“Show Me Your Glory”

Ex. 33:18 Moses asks God, “Now show me your glory.”

15 Then Moses said to him, “If your Presence does not go with us, do not send us up from here. 16 How will anyone know that you are pleased with me and with your people unless you go with us? What else will distinguish me and your people from all the other people on the face of the earth?”

17 And the Lord said to Moses, “I will do the very thing you have asked, because I am pleased with you and I know you by name.”

18 Then Moses said, “Now show me your glory.”

19 And the Lord said, “I will cause all my goodness to pass in front of you, and I will proclaim my name, the Lord, in your presence. I will have mercy on whom I will have mercy, and I will have compassion on whom I will have compassion. 20 But,” he said, “you cannot see my face, for no one may see me and live.”

Then in chapter 34 God describes his nature as he reveals himself,

And he passed in front of Moses, proclaiming, “The Lord, the Lord, the compassionate and gracious God, slow to anger, abounding in love and faithfulness, maintaining love to thousands, and forgiving wickedness, rebellion and sin. Yet he does not leave the guilty unpunished; he punishes the children and their children for the sin of the parents to the third and fourth generation.”

Ok, so I really connect with the profound revelation of God’s character in the early part of verse 6 and 7. God’s glory is his compassion, love and faithfulness…also the depth of his forgiveness. Oh but wait, we have to tack on to the end of that, “Yet he does not leave the guilty unpunished.” Is that also supposed to be a comfort. Surely it is intended so, but it also raises the serious question, “who are the guilty?” If all have sinned (Rom 3:23), both Jew and gentile, then are the guilty here simply the ones who not only continue in sin but also actively support it’s propagation with no intent to be reconciled to God or to repent? And that “third and fourth generation” thing doesn’t quite have the same aroma as “maintaining love to thousands, and forgiving wickedness, rebellion and sin.”

There always seems to be this balancing opposite in scripture, when describing God, that keeps you from going wholesale one direction or another. The God of wrath v.s. the God of love, compassion and forgiveness.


What is expected: Go through the entries that follow and count every line with the string "Status". Reply with the number only.

Data entries
--*--
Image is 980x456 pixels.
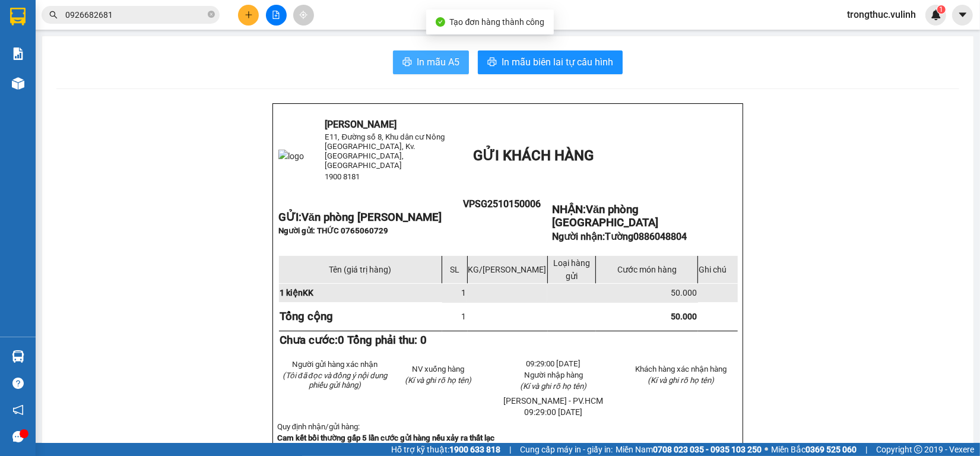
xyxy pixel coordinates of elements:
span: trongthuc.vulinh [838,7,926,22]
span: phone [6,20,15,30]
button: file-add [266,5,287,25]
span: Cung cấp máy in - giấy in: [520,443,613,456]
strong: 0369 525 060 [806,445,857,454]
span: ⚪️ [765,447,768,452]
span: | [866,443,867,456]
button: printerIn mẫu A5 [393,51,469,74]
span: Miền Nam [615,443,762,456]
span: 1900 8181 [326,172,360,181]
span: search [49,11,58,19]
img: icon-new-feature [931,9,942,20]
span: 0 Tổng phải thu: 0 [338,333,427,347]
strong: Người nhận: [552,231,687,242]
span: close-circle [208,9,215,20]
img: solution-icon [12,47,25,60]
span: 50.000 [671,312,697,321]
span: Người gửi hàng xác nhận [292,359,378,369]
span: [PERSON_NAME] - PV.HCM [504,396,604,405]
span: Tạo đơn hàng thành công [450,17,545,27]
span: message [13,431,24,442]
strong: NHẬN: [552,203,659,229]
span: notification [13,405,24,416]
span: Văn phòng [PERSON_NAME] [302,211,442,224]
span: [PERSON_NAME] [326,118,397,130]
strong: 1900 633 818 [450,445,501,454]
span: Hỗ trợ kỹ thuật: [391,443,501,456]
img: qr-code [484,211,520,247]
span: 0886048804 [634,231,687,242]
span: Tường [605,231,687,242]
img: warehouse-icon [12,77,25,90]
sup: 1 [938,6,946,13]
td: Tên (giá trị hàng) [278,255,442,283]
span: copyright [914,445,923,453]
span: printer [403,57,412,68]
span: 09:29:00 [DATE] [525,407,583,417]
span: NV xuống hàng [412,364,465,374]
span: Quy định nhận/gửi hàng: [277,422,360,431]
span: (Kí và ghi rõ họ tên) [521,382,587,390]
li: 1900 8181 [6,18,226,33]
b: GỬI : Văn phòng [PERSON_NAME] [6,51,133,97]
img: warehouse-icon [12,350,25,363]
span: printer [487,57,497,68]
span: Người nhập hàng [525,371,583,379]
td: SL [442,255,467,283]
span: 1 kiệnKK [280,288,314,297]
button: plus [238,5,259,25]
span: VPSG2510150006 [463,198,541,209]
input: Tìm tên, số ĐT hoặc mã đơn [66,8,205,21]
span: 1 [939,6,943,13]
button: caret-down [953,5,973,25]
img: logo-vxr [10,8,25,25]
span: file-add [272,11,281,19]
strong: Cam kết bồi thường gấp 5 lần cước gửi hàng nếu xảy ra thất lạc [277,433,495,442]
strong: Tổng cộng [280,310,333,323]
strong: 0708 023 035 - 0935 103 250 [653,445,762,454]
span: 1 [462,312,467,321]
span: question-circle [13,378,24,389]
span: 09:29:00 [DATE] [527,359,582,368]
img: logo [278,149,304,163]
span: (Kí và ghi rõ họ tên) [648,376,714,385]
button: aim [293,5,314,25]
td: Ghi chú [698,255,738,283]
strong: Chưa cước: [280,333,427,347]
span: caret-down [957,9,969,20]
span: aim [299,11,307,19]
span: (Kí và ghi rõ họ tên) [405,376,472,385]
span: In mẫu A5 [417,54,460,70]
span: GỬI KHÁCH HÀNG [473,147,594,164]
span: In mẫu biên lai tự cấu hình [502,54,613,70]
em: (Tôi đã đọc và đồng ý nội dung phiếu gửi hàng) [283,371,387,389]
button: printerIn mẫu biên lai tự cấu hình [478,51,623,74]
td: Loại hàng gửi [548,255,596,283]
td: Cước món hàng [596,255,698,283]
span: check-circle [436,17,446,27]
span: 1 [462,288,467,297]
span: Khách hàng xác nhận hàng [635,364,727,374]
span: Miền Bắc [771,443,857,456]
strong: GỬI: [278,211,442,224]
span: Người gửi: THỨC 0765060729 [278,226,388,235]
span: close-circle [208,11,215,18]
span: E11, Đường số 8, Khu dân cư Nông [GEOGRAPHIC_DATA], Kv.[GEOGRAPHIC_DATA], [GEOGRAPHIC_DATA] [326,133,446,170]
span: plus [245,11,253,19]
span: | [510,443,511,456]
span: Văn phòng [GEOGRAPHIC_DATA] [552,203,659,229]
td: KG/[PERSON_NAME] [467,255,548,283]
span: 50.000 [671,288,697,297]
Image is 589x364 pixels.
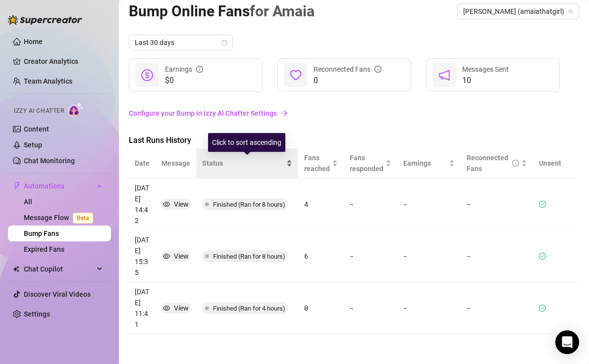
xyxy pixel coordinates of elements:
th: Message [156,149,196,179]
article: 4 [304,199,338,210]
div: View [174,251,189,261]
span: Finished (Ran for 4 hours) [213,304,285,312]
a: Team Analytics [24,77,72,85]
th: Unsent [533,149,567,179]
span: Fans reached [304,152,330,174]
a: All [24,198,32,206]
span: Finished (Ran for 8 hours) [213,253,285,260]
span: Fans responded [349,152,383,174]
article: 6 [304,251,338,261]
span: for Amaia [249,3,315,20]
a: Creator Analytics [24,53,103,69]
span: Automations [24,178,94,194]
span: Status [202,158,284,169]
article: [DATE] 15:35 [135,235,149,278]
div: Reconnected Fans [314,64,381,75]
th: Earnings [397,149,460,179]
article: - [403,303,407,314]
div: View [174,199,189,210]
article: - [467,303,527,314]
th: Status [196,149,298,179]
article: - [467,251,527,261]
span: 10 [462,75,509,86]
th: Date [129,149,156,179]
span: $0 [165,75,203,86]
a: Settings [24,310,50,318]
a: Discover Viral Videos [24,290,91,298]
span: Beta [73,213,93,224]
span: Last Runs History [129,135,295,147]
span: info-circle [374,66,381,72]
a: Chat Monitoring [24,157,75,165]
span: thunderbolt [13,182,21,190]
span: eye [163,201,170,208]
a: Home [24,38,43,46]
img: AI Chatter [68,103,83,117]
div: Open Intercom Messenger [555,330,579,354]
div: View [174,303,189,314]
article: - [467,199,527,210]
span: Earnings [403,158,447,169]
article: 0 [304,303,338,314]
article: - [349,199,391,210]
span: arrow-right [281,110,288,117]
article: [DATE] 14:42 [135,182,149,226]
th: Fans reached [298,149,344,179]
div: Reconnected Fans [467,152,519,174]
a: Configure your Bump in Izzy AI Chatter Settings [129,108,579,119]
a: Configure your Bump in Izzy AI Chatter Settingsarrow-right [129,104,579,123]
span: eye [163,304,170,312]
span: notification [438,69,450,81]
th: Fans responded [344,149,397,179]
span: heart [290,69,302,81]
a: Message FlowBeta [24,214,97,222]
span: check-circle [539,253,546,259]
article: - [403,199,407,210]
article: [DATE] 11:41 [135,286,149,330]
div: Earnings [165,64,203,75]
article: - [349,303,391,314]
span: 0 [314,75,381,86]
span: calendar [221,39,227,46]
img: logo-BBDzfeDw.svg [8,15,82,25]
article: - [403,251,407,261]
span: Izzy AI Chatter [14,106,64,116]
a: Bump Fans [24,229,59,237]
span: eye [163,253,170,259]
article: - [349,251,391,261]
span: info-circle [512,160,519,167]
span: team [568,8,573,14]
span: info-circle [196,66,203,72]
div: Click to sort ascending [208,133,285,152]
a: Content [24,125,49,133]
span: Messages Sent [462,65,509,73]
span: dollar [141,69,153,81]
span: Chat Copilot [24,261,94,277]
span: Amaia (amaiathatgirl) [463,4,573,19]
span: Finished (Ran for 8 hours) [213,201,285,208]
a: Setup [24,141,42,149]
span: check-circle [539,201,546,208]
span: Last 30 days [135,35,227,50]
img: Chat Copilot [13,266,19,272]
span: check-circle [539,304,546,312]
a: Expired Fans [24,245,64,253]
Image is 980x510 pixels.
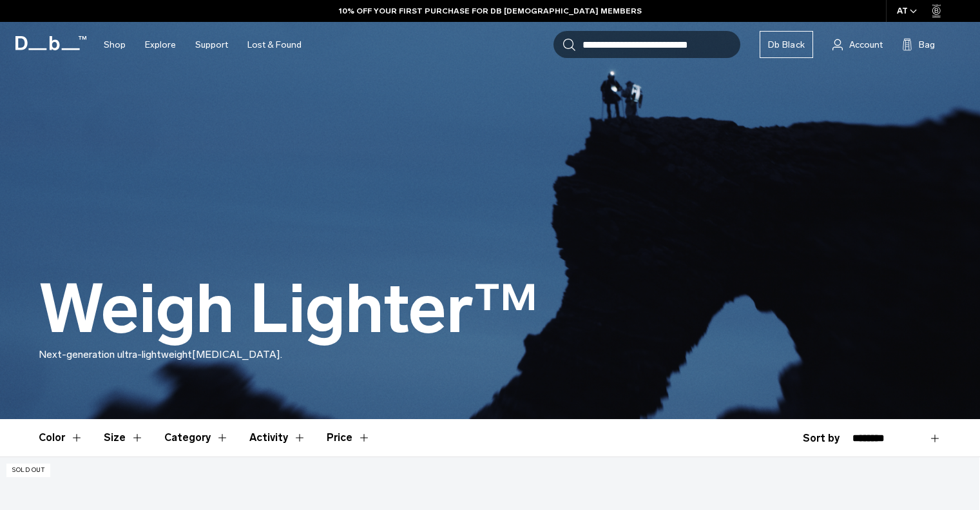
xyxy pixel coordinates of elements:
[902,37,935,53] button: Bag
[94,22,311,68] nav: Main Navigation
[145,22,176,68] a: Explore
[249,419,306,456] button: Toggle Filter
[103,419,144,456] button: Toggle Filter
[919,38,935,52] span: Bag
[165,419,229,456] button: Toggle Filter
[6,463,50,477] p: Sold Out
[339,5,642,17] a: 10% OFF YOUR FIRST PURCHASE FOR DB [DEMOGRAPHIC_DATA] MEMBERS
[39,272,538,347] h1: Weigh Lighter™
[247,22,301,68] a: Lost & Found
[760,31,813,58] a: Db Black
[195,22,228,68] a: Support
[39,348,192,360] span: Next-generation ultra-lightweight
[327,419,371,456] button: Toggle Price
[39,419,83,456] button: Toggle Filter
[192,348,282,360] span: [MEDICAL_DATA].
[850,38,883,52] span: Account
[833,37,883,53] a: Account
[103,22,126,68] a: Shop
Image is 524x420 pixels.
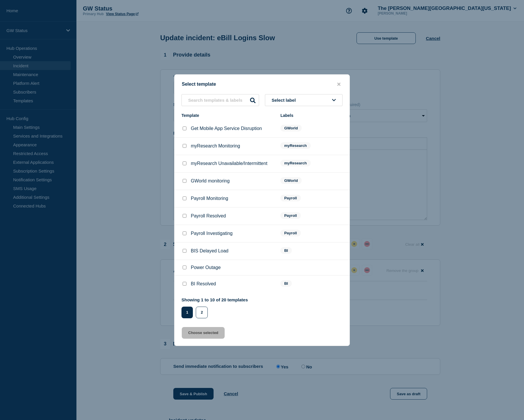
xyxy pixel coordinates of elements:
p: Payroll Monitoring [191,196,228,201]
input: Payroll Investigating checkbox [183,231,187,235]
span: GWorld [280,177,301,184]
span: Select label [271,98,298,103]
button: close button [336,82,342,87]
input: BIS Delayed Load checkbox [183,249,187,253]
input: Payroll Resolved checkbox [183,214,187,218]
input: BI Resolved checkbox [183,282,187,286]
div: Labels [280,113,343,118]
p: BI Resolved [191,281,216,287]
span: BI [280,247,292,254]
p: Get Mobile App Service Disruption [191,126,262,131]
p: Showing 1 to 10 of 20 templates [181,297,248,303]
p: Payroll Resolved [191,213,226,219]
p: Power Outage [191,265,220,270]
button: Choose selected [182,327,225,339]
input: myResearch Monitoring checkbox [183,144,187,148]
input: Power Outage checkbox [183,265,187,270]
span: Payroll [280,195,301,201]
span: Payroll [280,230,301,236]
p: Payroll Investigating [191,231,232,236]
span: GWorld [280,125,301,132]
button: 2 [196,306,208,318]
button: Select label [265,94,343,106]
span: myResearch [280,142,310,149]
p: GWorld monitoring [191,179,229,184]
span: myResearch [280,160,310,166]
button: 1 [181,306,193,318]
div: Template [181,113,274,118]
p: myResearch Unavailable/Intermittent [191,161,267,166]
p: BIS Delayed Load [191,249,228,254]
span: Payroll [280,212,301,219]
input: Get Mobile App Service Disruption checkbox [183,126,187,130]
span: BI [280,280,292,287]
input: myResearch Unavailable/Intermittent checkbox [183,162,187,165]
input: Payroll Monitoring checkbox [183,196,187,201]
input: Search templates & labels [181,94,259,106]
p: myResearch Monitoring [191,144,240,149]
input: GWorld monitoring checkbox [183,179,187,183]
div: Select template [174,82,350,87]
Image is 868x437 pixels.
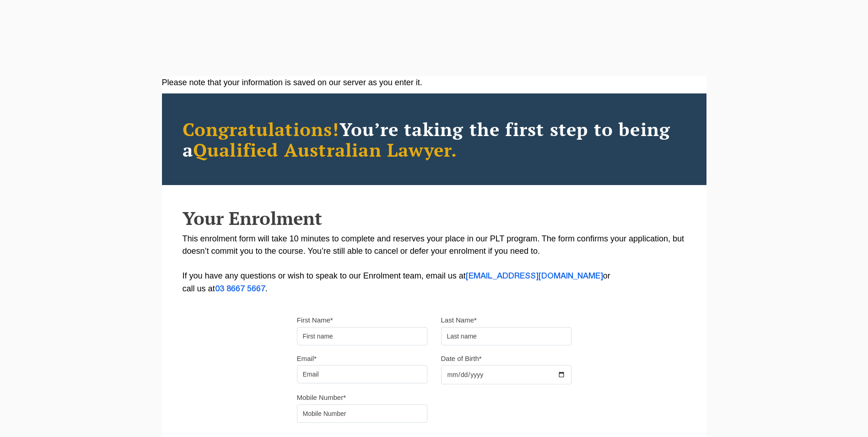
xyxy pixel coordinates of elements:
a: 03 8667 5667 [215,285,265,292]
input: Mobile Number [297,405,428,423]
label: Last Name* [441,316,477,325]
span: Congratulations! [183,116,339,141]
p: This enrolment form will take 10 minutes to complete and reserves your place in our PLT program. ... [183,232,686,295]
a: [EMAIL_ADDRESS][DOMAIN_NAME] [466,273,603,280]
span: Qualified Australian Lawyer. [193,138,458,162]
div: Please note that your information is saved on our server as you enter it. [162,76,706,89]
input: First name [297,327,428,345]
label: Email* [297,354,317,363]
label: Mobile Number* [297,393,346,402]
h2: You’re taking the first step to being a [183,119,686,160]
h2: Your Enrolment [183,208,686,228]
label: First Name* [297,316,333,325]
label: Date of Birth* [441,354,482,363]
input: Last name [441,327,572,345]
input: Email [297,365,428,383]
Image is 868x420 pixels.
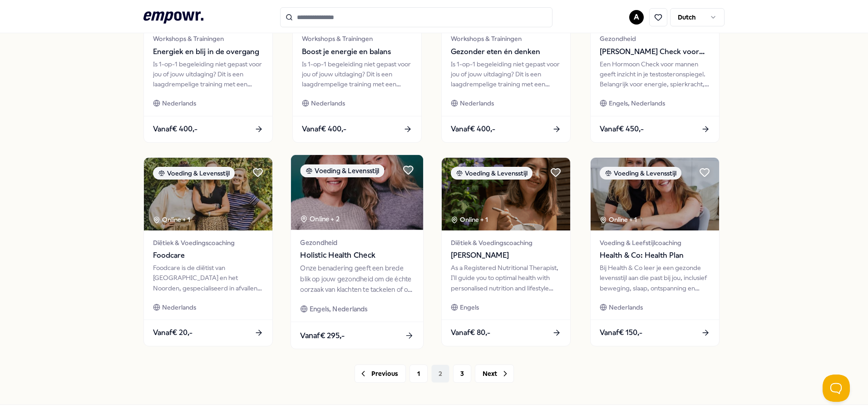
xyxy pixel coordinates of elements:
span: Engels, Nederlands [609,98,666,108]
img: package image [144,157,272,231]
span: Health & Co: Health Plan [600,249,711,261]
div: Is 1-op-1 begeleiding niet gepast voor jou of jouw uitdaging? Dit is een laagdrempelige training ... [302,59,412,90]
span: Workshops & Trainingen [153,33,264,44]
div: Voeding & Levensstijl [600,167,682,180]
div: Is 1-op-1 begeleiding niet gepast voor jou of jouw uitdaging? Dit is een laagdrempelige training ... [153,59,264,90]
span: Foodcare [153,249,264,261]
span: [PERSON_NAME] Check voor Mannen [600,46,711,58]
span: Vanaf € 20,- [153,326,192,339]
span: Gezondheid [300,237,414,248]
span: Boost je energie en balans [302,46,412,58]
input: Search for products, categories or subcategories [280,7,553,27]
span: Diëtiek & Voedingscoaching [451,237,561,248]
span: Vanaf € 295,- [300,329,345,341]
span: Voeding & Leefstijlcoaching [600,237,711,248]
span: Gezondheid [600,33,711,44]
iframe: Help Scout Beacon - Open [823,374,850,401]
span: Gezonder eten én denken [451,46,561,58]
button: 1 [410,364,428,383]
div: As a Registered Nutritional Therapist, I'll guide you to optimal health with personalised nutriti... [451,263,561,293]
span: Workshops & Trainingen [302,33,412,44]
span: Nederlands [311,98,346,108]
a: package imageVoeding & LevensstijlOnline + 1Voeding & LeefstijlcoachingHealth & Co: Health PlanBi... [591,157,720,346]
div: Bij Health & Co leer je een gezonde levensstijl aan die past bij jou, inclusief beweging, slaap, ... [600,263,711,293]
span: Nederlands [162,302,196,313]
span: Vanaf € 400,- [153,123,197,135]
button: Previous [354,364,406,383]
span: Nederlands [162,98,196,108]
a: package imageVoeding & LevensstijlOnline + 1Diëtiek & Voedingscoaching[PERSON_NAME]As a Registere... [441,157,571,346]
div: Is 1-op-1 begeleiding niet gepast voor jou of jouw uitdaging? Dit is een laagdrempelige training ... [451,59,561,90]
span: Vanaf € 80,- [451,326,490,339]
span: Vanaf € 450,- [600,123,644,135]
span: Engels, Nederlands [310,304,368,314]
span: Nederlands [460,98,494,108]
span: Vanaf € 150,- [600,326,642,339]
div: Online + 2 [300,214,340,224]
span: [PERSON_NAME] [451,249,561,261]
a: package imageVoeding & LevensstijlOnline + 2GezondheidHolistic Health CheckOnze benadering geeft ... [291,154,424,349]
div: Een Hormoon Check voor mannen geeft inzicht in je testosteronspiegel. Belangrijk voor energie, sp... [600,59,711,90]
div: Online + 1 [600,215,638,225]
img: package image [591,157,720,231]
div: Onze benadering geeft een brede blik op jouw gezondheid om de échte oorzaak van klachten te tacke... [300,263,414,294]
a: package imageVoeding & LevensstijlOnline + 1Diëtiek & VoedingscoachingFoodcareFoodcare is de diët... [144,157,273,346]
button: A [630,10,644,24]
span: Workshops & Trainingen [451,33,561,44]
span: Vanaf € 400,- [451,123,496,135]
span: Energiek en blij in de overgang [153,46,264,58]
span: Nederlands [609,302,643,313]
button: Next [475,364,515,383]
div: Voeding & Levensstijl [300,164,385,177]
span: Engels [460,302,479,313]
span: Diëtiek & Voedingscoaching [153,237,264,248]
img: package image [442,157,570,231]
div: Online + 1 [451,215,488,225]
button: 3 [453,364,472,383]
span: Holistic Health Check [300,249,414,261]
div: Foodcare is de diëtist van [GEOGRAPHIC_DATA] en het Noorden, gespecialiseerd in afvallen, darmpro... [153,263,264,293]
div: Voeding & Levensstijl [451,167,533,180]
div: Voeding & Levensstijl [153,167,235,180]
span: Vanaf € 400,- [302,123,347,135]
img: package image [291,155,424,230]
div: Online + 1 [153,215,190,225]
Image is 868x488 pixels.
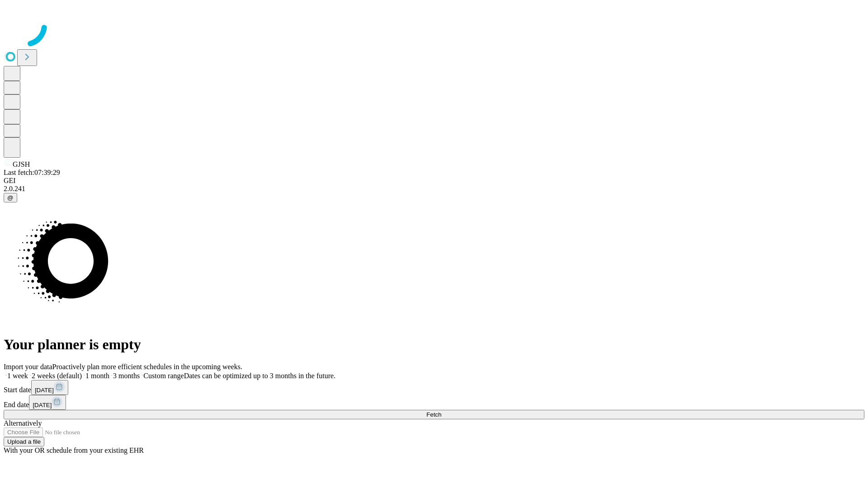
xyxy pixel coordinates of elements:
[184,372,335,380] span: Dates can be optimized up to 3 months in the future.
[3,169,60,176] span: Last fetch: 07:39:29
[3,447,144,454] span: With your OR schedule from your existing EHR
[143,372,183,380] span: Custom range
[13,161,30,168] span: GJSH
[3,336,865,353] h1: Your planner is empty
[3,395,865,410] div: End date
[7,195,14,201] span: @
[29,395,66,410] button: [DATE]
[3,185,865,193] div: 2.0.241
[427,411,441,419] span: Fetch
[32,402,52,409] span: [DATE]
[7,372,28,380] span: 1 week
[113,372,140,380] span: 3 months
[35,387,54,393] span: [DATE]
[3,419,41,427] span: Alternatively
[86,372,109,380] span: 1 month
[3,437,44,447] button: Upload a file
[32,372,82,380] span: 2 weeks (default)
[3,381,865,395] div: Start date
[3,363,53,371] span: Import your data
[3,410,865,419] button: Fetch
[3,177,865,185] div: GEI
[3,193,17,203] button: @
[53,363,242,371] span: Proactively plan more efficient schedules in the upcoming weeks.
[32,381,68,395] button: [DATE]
--*--
Answer space: 2